Explore the Holo Core aarch64 preview, with early binaries, sources, and containers for an Arch Linux-based Arm port backed by reproducible CI tooling.
It doesn’t appear to rely on ALARM, does it? I haven’t dug through the sources thoroughly yet, but I haven’t see anything there that indicates they’re using ALARM stuff.
Yeah, they jumped straight into reinventing the wheel for some reason. Alarm forums may be dead but the project and repos are still getting updates. Why spin your own shit?
The existing stuff needs to be adapted, not reinvented. In my time as packaging some software for my own use under openSUSE I barely seen software that needed adaptions in the package spec file for other CPU architectures. Emulators were the most common exceptions I encountered and even that changed a lot since then thanks to upstreams porting those to Android and Apple M processors. Collabora lists as main challenges the ability to access the upstream source codes for reproducibility, not “repositories, recipes, and support paths”.
Man, if it was that simple, ALARM wouldn’t exist and arch would have (at least) allowed aarch64 packages in the AUR years ago. There are other factors in play than what I listed above, but it’s still weird to not even mention the existing community efforts.
Reproducible builds are one step closer than what ALARM was already providing. It’s cool, but it’s still just one step up, and a rewrite. I don’t understand why Collabora went in this direction aside from having more billable hours.
Man, if it was that simple, ALARM wouldn’t exist and arch would have (at least) allowed aarch64 packages in the AUR years ago.
Arch’s policy is to offer only x64 binaries. They don’t offer ARM packages because they don’t want to. ALARM exists because Arch does not want the contributions.
While it’s not zero work, your claim of reinventing the wheel overstates what compiling software that’s already compatible with ARM requires.
I’m reading what Collabora wrote and nowhere is that blog post did they state that compiling stuff for ARM and the packaging are the hard parts. They explicitly called out the reproducibility parts, not the rest.
If your small community project with dead forums and broken logs (see below) can do it, a team of full time Linux engineers can do it in a relatively small amount of time, probably with logs.
They, uh, didn’t even mention the ALARM project?
It doesn’t appear to rely on ALARM, does it? I haven’t dug through the sources thoroughly yet, but I haven’t see anything there that indicates they’re using ALARM stuff.
Yeah, they jumped straight into reinventing the wheel for some reason. Alarm forums may be dead but the project and repos are still getting updates. Why spin your own shit?
What’s there to reinvent? Upstream Linux software already builds for ARM.
Package repositories, recipes, and support paths
The existing stuff needs to be adapted, not reinvented. In my time as packaging some software for my own use under openSUSE I barely seen software that needed adaptions in the package spec file for other CPU architectures. Emulators were the most common exceptions I encountered and even that changed a lot since then thanks to upstreams porting those to Android and Apple M processors. Collabora lists as main challenges the ability to access the upstream source codes for reproducibility, not “repositories, recipes, and support paths”.
Man, if it was that simple, ALARM wouldn’t exist and arch would have (at least) allowed aarch64 packages in the AUR years ago. There are other factors in play than what I listed above, but it’s still weird to not even mention the existing community efforts.
Reproducible builds are one step closer than what ALARM was already providing. It’s cool, but it’s still just one step up, and a rewrite. I don’t understand why Collabora went in this direction aside from having more billable hours.
Arch’s policy is to offer only x64 binaries. They don’t offer ARM packages because they don’t want to. ALARM exists because Arch does not want the contributions.
While it’s not zero work, your claim of reinventing the wheel overstates what compiling software that’s already compatible with ARM requires.
I’m reading what Collabora wrote and nowhere is that blog post did they state that compiling stuff for ARM and the packaging are the hard parts. They explicitly called out the reproducibility parts, not the rest.
If your small community project with dead forums and broken logs (see below) can do it, a team of full time Linux engineers can do it in a relatively small amount of time, probably with logs.
Did ALARM have reproducible builds? They go into that in the article.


§ **Aim of the exercise**
Write out, precisely and in full, each line of the material.

§ **Data to examine**
=-=-=

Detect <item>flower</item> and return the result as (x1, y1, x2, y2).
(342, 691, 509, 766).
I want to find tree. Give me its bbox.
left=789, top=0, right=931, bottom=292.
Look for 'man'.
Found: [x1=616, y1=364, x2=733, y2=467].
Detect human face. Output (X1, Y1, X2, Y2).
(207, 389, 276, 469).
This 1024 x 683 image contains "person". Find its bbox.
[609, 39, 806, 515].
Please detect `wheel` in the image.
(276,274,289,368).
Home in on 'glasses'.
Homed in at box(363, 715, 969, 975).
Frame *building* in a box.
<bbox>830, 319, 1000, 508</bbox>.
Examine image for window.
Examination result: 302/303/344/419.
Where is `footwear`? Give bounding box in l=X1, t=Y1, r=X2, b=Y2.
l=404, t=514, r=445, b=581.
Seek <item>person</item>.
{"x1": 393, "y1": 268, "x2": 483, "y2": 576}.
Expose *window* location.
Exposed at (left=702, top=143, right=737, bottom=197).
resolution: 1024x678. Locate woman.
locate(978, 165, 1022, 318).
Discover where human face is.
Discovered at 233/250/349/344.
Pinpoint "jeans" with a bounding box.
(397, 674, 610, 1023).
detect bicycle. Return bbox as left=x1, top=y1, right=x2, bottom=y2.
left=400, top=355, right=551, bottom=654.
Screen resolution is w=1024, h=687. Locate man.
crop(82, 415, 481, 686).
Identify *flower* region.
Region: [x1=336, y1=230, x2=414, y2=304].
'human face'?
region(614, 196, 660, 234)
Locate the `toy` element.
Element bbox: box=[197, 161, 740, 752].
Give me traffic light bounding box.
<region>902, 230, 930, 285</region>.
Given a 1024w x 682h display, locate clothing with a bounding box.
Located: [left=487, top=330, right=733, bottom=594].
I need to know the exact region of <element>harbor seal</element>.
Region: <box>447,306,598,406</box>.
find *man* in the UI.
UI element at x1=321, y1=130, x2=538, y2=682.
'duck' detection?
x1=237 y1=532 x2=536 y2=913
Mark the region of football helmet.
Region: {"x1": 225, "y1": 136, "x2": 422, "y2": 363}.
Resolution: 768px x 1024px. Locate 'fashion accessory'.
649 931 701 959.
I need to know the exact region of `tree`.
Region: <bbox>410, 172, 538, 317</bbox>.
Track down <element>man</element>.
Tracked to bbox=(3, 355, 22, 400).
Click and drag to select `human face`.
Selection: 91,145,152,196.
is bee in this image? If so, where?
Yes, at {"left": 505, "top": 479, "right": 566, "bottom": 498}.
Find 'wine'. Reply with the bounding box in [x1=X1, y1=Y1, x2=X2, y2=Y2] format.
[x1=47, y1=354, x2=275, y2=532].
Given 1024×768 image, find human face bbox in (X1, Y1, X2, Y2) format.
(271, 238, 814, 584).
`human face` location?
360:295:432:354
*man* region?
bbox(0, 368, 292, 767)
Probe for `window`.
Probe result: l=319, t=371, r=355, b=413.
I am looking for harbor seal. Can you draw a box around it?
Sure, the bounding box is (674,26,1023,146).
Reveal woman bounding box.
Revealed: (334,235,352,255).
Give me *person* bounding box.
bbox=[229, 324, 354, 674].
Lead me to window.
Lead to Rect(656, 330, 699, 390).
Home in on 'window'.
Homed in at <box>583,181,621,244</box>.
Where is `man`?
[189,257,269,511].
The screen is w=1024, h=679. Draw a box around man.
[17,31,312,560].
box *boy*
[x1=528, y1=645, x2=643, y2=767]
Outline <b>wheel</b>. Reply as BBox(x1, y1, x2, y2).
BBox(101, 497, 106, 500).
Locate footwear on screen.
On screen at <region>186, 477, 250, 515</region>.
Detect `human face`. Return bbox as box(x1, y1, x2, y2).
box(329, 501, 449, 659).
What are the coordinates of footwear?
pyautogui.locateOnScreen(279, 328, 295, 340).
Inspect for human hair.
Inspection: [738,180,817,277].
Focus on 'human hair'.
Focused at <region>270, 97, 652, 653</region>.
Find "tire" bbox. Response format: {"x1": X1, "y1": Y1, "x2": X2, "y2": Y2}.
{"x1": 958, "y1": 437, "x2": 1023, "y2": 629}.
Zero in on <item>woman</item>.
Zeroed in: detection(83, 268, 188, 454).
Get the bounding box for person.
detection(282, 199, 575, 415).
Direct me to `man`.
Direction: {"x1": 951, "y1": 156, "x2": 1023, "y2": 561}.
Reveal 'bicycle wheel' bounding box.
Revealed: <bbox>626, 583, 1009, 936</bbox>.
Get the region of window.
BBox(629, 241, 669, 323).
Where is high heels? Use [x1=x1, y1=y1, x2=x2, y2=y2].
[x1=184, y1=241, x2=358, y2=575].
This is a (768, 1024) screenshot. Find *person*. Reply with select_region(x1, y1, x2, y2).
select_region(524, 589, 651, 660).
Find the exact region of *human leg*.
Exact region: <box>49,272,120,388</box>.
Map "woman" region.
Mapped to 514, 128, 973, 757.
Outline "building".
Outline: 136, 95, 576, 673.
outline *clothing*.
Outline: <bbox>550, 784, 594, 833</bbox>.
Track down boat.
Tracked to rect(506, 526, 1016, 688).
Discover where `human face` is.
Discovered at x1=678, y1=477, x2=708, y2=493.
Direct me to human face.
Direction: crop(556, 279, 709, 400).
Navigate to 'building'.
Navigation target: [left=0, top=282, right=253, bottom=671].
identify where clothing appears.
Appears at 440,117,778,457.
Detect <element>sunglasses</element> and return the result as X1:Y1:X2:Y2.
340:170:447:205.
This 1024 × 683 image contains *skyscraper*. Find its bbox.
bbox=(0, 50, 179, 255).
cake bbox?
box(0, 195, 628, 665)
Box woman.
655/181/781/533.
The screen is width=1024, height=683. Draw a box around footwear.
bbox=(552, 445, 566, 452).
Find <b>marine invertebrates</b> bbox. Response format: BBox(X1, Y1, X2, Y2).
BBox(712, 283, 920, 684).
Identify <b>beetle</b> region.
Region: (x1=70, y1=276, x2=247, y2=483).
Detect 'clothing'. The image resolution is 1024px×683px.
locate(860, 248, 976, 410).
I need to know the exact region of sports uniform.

=-=-=

§ **Output for this exercise**
Detect <item>flower</item> and return the result as (x1, y1, x2, y2).
(342, 691, 509, 766).
I want to find tree. Give me its bbox.
left=789, top=0, right=931, bottom=292.
Look for 'man'.
Found: [x1=616, y1=364, x2=733, y2=467].
Detect human face. Output (X1, Y1, X2, Y2).
(207, 389, 276, 469).
This 1024 x 683 image contains "person". Find its bbox.
[609, 39, 806, 515].
Please detect `wheel` in the image.
(276,274,289,368).
Home in on 'glasses'.
Homed in at box(363, 715, 969, 975).
Frame *building* in a box.
<bbox>830, 319, 1000, 508</bbox>.
Examine image for window.
Examination result: 302/303/344/419.
Where is `footwear`? Give bounding box in l=X1, t=Y1, r=X2, b=Y2.
l=404, t=514, r=445, b=581.
Seek <item>person</item>.
{"x1": 393, "y1": 268, "x2": 483, "y2": 576}.
Expose *window* location.
Exposed at (left=702, top=143, right=737, bottom=197).
resolution: 1024x678. Locate woman.
locate(978, 165, 1022, 318).
Discover where human face is.
Discovered at 233/250/349/344.
Pinpoint "jeans" with a bounding box.
(397, 674, 610, 1023).
detect bicycle. Return bbox as left=x1, top=y1, right=x2, bottom=y2.
left=400, top=355, right=551, bottom=654.
Screen resolution is w=1024, h=687. Locate man.
crop(82, 415, 481, 686).
Identify *flower* region.
Region: [x1=336, y1=230, x2=414, y2=304].
'human face'?
region(614, 196, 660, 234)
Locate the `toy` element.
Element bbox: box=[197, 161, 740, 752].
Give me traffic light bounding box.
<region>902, 230, 930, 285</region>.
Given a 1024w x 682h display, locate clothing with a bounding box.
Located: [left=487, top=330, right=733, bottom=594].
I need to know the exact region of <element>harbor seal</element>.
Region: <box>447,306,598,406</box>.
find *man* in the UI.
UI element at x1=321, y1=130, x2=538, y2=682.
'duck' detection?
x1=237 y1=532 x2=536 y2=913
Mark the region of football helmet.
Region: {"x1": 225, "y1": 136, "x2": 422, "y2": 363}.
Resolution: 768px x 1024px. Locate 'fashion accessory'.
649 931 701 959.
I need to know the exact region of `tree`.
Region: <bbox>410, 172, 538, 317</bbox>.
Track down <element>man</element>.
Tracked to bbox=(3, 355, 22, 400).
Click and drag to select `human face`.
Selection: 91,145,152,196.
is bee in this image? If so, where?
Yes, at {"left": 505, "top": 479, "right": 566, "bottom": 498}.
Find 'wine'. Reply with the bounding box in [x1=X1, y1=Y1, x2=X2, y2=Y2] format.
[x1=47, y1=354, x2=275, y2=532].
Given 1024×768 image, find human face bbox in (X1, Y1, X2, Y2) format.
(271, 238, 814, 584).
`human face` location?
360:295:432:354
*man* region?
bbox(0, 368, 292, 767)
Probe for `window`.
Probe result: l=319, t=371, r=355, b=413.
I am looking for harbor seal. Can you draw a box around it?
Sure, the bounding box is (674,26,1023,146).
Reveal woman bounding box.
Revealed: (334,235,352,255).
Give me *person* bounding box.
bbox=[229, 324, 354, 674].
Lead me to window.
Lead to Rect(656, 330, 699, 390).
Home in on 'window'.
Homed in at <box>583,181,621,244</box>.
Where is `man`?
[189,257,269,511].
The screen is w=1024, h=679. Draw a box around man.
[17,31,312,560].
box *boy*
[x1=528, y1=645, x2=643, y2=767]
Outline <b>wheel</b>. Reply as BBox(x1, y1, x2, y2).
BBox(101, 497, 106, 500).
Locate footwear on screen.
On screen at <region>186, 477, 250, 515</region>.
Detect `human face`. Return bbox as box(x1, y1, x2, y2).
box(329, 501, 449, 659).
What are the coordinates of footwear?
pyautogui.locateOnScreen(279, 328, 295, 340).
Inspect for human hair.
Inspection: [738,180,817,277].
Focus on 'human hair'.
Focused at <region>270, 97, 652, 653</region>.
Find "tire" bbox. Response format: {"x1": X1, "y1": Y1, "x2": X2, "y2": Y2}.
{"x1": 958, "y1": 437, "x2": 1023, "y2": 629}.
Zero in on <item>woman</item>.
Zeroed in: detection(83, 268, 188, 454).
Get the bounding box for person.
detection(282, 199, 575, 415).
Direct me to `man`.
Direction: {"x1": 951, "y1": 156, "x2": 1023, "y2": 561}.
Reveal 'bicycle wheel' bounding box.
Revealed: <bbox>626, 583, 1009, 936</bbox>.
Get the region of window.
BBox(629, 241, 669, 323).
Where is high heels? Use [x1=x1, y1=y1, x2=x2, y2=y2].
[x1=184, y1=241, x2=358, y2=575].
This is a (768, 1024) screenshot. Find *person*. Reply with select_region(x1, y1, x2, y2).
select_region(524, 589, 651, 660).
Find the exact region of *human leg*.
Exact region: <box>49,272,120,388</box>.
Map "woman" region.
Mapped to 514, 128, 973, 757.
Outline "building".
Outline: 136, 95, 576, 673.
outline *clothing*.
Outline: <bbox>550, 784, 594, 833</bbox>.
Track down boat.
Tracked to rect(506, 526, 1016, 688).
Discover where `human face` is.
Discovered at x1=678, y1=477, x2=708, y2=493.
Direct me to human face.
Direction: crop(556, 279, 709, 400).
Navigate to 'building'.
Navigation target: [left=0, top=282, right=253, bottom=671].
identify where clothing appears.
Appears at 440,117,778,457.
Detect <element>sunglasses</element> and return the result as X1:Y1:X2:Y2.
340:170:447:205.
This 1024 × 683 image contains *skyscraper*. Find its bbox.
bbox=(0, 50, 179, 255).
cake bbox?
box(0, 195, 628, 665)
Box woman.
655/181/781/533.
The screen is width=1024, height=683. Draw a box around footwear.
bbox=(552, 445, 566, 452).
Find <b>marine invertebrates</b> bbox. Response format: BBox(X1, Y1, X2, Y2).
BBox(712, 283, 920, 684).
Identify <b>beetle</b> region.
Region: (x1=70, y1=276, x2=247, y2=483).
Detect 'clothing'. The image resolution is 1024px×683px.
locate(860, 248, 976, 410).
I need to know the exact region of sports uniform.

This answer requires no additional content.